Media Fret About Abortion Restriction

April 19th, 2007 12:00 AM

The liberal media were wringing their hands in anguish about the loss of “abortion rights” as they reported the Supreme Court's 5-4 decision Wednesday upholding a ban on partial-birth abortions.


Network reporters described the ruling in sensational language.  NBC's Chip Reid said it was a “stunning defeat for supporters of abortion rights.”  CBS's Wyatt Andrews said “The ruling is huge because the ban is now the first abortion restriction ever approved with no exception for the health of the mother.”  ABC's Jan Crawford Greenburg said the decision represented a “seismic shift,” and described pro-abortion activists as “devastated.” 


On the April 18 evening broadcasts, the news networks framed the story as an attack on abortion rights, rather than a defense of innocent life.  As the MediaResearchCenter's Newsbusters blog noted, the editors selected sound bites that put abortion supporters on the side of “rights” while “abortion opponents” celebrated the “restrictions” the ruling would impose.  Each network discussed the potential jeopardy to women's health rather than the expanded protection for unborn babies.


The print press didn't hide its pro-abortion bias either.  Stories in the April 19 editions of The New York Times, The Washington Post, Los Angeles Times and Chicago Tribune all put the term partial-birth abortion in quotes, the print media's way of saying “so called” without actually saying “so called.” 


While The Washington Post, Los Angeles Times and Chicago Tribune provided details explaining what the partial-birth abortion procedure involves–delivering a baby from the mother feet-first until only the head remains in the birth canal, piercing the skull, suctioning out the brain, then crushing the skull–The New York Times preferred to euphemize the truth with abstract, technical language.  “The banned procedure, known medically as 'intact dilation and extraction,' involves removing the fetus in an intact condition rather than dismembering it in the uterus.” The Times said the procedure was given the “provocative label 'partial-birth abortion'” by the “anti-abortion movement” to turn “the public focus of the abortion debate from the rights of women to the fate of fetuses.”

                                                

Each of these four leading print outlets emphasized the dissent by Justice Ruth Bader Ginsberg, who called the decision “alarming.”  The New York Times reported that Ginsberg read portions of her opinion “at a slow pace that caused every syllable to resonate.”  The Washington Post described Ginsberg's statement as “solemn” and read aloud to a “stone silent courtroom.”  The Los Angeles Times prominently noted that Ginsberg is the “court's only woman.”


ABC, The New York Times, The Washington Post, Los Angeles Times and the Chicago Tribune all noted the conservative shift of the Supreme Court's composition, with Justice Samuel Alito cast as the deciding vote because he replaced long-time abortion supporter Justice Sandra Day O'Connor.  The Washington Post noted twice within the first four paragraphs that it was President Bush's appointees who gave the majority its victory.


Every network story and all four major daily print publications ended their reporting on the Supreme Court decision with worrisome language about the future of abortion rights.  The Los Angeles Times neatly illustrated the mainstream media's liberal lean on the issue by ending its story with a quote from Nancy Keenan, president of NARAL Pro-Choice America, who said “… elections matter. An anti-choice Congress and anti-choice President pushed this ban all the way to the Supreme Court.”


The coverage of this ruling leaves absolutely no doubt on which side of the abortion debate the liberal media come down.


Kristen Fyfe is senior writer at the Culture and Media Institute, a division of the MediaResearchCenter.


### Task prompt
For the string "title", find every matching line in the records and copy it.

### Available data
--*--

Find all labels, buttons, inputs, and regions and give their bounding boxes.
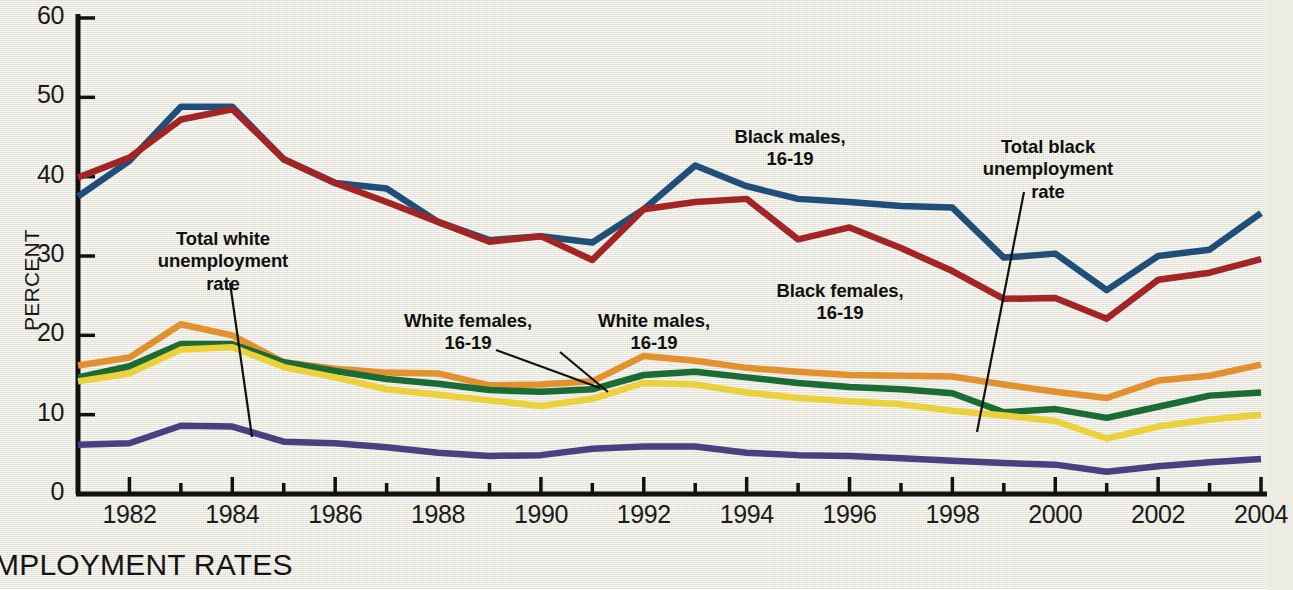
annotation-leader-line bbox=[977, 192, 1024, 432]
x-axis-tick-label: 2002 bbox=[1113, 500, 1203, 529]
y-axis-tick-label: 50 bbox=[12, 80, 64, 109]
x-axis-tick-label: 1996 bbox=[805, 500, 895, 529]
x-axis-tick-label: 1992 bbox=[599, 500, 689, 529]
annotation-leader-line bbox=[230, 283, 252, 437]
y-axis-tick-label: 30 bbox=[12, 239, 64, 268]
annotation-total-black-unemployment-rate: Total black unemployment rate bbox=[950, 136, 1146, 203]
x-axis-tick-label: 1988 bbox=[393, 500, 483, 529]
chart-caption: MPLOYMENT RATES bbox=[0, 548, 293, 582]
y-axis-tick-label: 20 bbox=[12, 318, 64, 347]
y-axis-tick-label: 60 bbox=[12, 1, 64, 30]
annotation-white-females-16-19: White females, 16-19 bbox=[370, 310, 566, 355]
x-axis-tick-label: 1990 bbox=[496, 500, 586, 529]
x-axis-tick-label: 2004 bbox=[1216, 500, 1293, 529]
annotation-white-males-16-19: White males, 16-19 bbox=[566, 310, 742, 355]
x-axis-tick-label: 1998 bbox=[907, 500, 997, 529]
y-axis-tick-label: 10 bbox=[12, 398, 64, 427]
x-axis-tick-label: 1982 bbox=[84, 500, 174, 529]
x-axis-tick-label: 2000 bbox=[1010, 500, 1100, 529]
x-axis-tick-label: 1984 bbox=[187, 500, 277, 529]
annotation-black-females-16-19: Black females, 16-19 bbox=[730, 280, 950, 325]
annotation-black-males-16-19: Black males, 16-19 bbox=[680, 126, 900, 171]
y-axis-tick-label: 40 bbox=[12, 160, 64, 189]
x-axis-tick-label: 1986 bbox=[290, 500, 380, 529]
annotation-total-white-unemployment-rate: Total white unemployment rate bbox=[128, 228, 318, 295]
x-axis-tick-label: 1994 bbox=[702, 500, 792, 529]
y-axis-tick-label: 0 bbox=[12, 477, 64, 506]
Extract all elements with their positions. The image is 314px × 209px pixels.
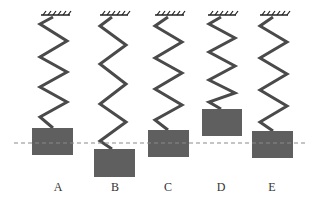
spring — [260, 17, 287, 131]
spring — [100, 17, 126, 149]
label-b: B — [105, 180, 125, 195]
spring-system-e — [252, 11, 293, 158]
spring-system-a — [32, 11, 73, 155]
ceiling-hatch — [235, 11, 238, 15]
label-e: E — [262, 180, 282, 195]
block — [32, 128, 73, 155]
label-c: C — [158, 180, 178, 195]
block — [202, 109, 242, 136]
ceiling-hatch — [287, 11, 290, 15]
spring — [209, 17, 235, 109]
block — [94, 149, 135, 177]
spring-system-c — [148, 11, 189, 157]
label-d: D — [211, 180, 231, 195]
ceiling-hatch — [127, 11, 130, 15]
spring-diagram — [0, 0, 314, 209]
spring — [155, 17, 182, 130]
spring-system-b — [94, 11, 135, 177]
block — [252, 131, 293, 158]
label-a: A — [48, 180, 68, 195]
spring-system-d — [202, 11, 242, 136]
spring — [40, 17, 67, 128]
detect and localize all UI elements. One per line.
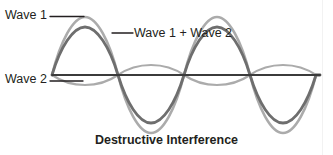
destructive-interference-figure: Wave 1 Wave 2 Wave 1 + Wave 2 Destructiv…: [0, 0, 333, 155]
figure-caption: Destructive Interference: [0, 133, 333, 147]
wave-interference-plot: [0, 0, 333, 155]
sum-label: Wave 1 + Wave 2: [134, 27, 232, 40]
wave1-label: Wave 1: [5, 9, 47, 22]
page-edge-artifact: [322, 0, 323, 155]
wave2-label: Wave 2: [5, 73, 47, 86]
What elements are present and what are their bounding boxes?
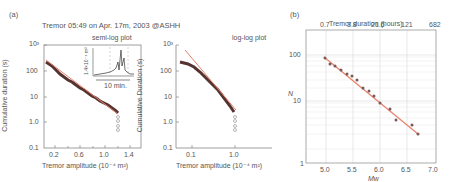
b-ytick-2: 1 [300, 160, 304, 167]
b-xlabel: Mw [368, 175, 379, 182]
loglog-xtick-1: 1.0 [229, 151, 239, 158]
b-xtick-0: 5.0 [320, 166, 330, 173]
loglog-ytick-3: 1.0 [163, 118, 173, 125]
b-xtick-3: 6.5 [401, 166, 411, 173]
inset-timeseries [93, 47, 134, 80]
b-toptick-1: 3.8 [347, 21, 357, 28]
b-xtick-4: 7.0 [428, 166, 438, 173]
figure-canvas [0, 0, 454, 182]
loglog-ytick-4: 0.1 [163, 144, 173, 151]
inset-ylabel: 1.4×10⁻⁴ m² [83, 47, 89, 75]
semilog-xtick-2: 1.0 [99, 151, 109, 158]
b-xtick-1: 5.5 [347, 166, 357, 173]
b-toptick-4: 682 [429, 21, 441, 28]
b-toptick-0: 0.7 [320, 21, 330, 28]
semilog-ytick-2: 10 [30, 93, 38, 100]
b-toptick-2: 21.6 [371, 21, 385, 28]
b-ytick-0: 100 [289, 51, 301, 58]
loglog-plot [176, 45, 272, 148]
loglog-ytick-0: 10³ [163, 40, 173, 47]
semilog-xtick-3: 1.4 [124, 151, 134, 158]
b-ylabel: N [288, 90, 293, 97]
loglog-xtick-0: 0.1 [186, 151, 196, 158]
b-ytick-1: 10 [293, 97, 301, 104]
panel-b-plot [306, 30, 436, 163]
loglog-ylabel: Cumulative Duration (s) [136, 59, 143, 133]
semilog-ytick-4: 0.1 [29, 144, 39, 151]
semilog-xtick-0: 0.2 [49, 151, 59, 158]
b-xtick-2: 6.0 [374, 166, 384, 173]
inset-xlabel: 10 min. [104, 82, 127, 89]
loglog-ytick-2: 10 [164, 93, 172, 100]
semilog-xtick-1: 0.6 [74, 151, 84, 158]
semilog-ylabel: Cumulative duration (s) [1, 59, 8, 131]
semilog-plot [44, 45, 141, 148]
semilog-ytick-0: 10³ [29, 40, 39, 47]
loglog-ytick-1: 100 [160, 67, 172, 74]
semilog-xlabel: Tremor amplitude (10⁻⁴ m²) [42, 162, 128, 170]
loglog-xlabel: Tremor amplitude (10⁻⁴ m²) [176, 162, 262, 170]
semilog-ytick-1: 100 [26, 67, 38, 74]
semilog-ytick-3: 1.0 [29, 118, 39, 125]
b-toptick-3: 121 [401, 21, 413, 28]
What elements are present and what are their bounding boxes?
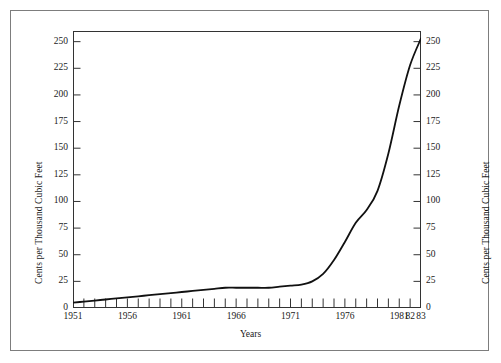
y-tick-label-left: 225: [42, 62, 68, 72]
plot-svg: [73, 31, 421, 308]
y-tick-label-left: 50: [42, 249, 68, 259]
y-tick-label-right: 100: [426, 195, 452, 205]
x-tick-label: 1966: [219, 311, 253, 321]
x-tick-label: 1976: [328, 311, 362, 321]
y-tick-label-left: 250: [42, 36, 68, 46]
y-tick-label-right: 50: [426, 249, 452, 259]
x-tick-label: 1951: [56, 311, 90, 321]
y-tick-label-right: 225: [426, 62, 452, 72]
x-tick-label: 1971: [274, 311, 308, 321]
axis-ticks: [73, 42, 421, 308]
x-tick-label: 1961: [165, 311, 199, 321]
y-tick-label-left: 175: [42, 116, 68, 126]
y-tick-label-left: 25: [42, 275, 68, 285]
x-tick-label: 83: [404, 311, 438, 321]
x-axis-title: Years: [0, 329, 501, 339]
y-tick-label-right: 250: [426, 36, 452, 46]
x-tick-label: 1956: [110, 311, 144, 321]
y-tick-label-right: 25: [426, 275, 452, 285]
series-line: [73, 38, 421, 302]
chart-figure: Cents per Thousand Cubic Feet Cents per …: [0, 0, 501, 363]
y-axis-title-right: Cents per Thousand Cubic Feet: [481, 161, 491, 284]
y-tick-label-right: 75: [426, 222, 452, 232]
y-tick-label-left: 100: [42, 195, 68, 205]
y-tick-label-right: 200: [426, 89, 452, 99]
y-tick-label-left: 75: [42, 222, 68, 232]
axes: [73, 31, 421, 308]
y-tick-label-right: 150: [426, 142, 452, 152]
data-series: [73, 38, 421, 302]
y-tick-label-left: 200: [42, 89, 68, 99]
y-tick-label-left: 150: [42, 142, 68, 152]
plot-area: [73, 31, 421, 308]
y-tick-label-right: 175: [426, 116, 452, 126]
y-tick-label-right: 125: [426, 169, 452, 179]
y-tick-label-left: 125: [42, 169, 68, 179]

--*--

### Solution to this task
x-axis-title: Years: [0, 329, 501, 339]
y-axis-title-right: Cents per Thousand Cubic Feet: [481, 161, 491, 284]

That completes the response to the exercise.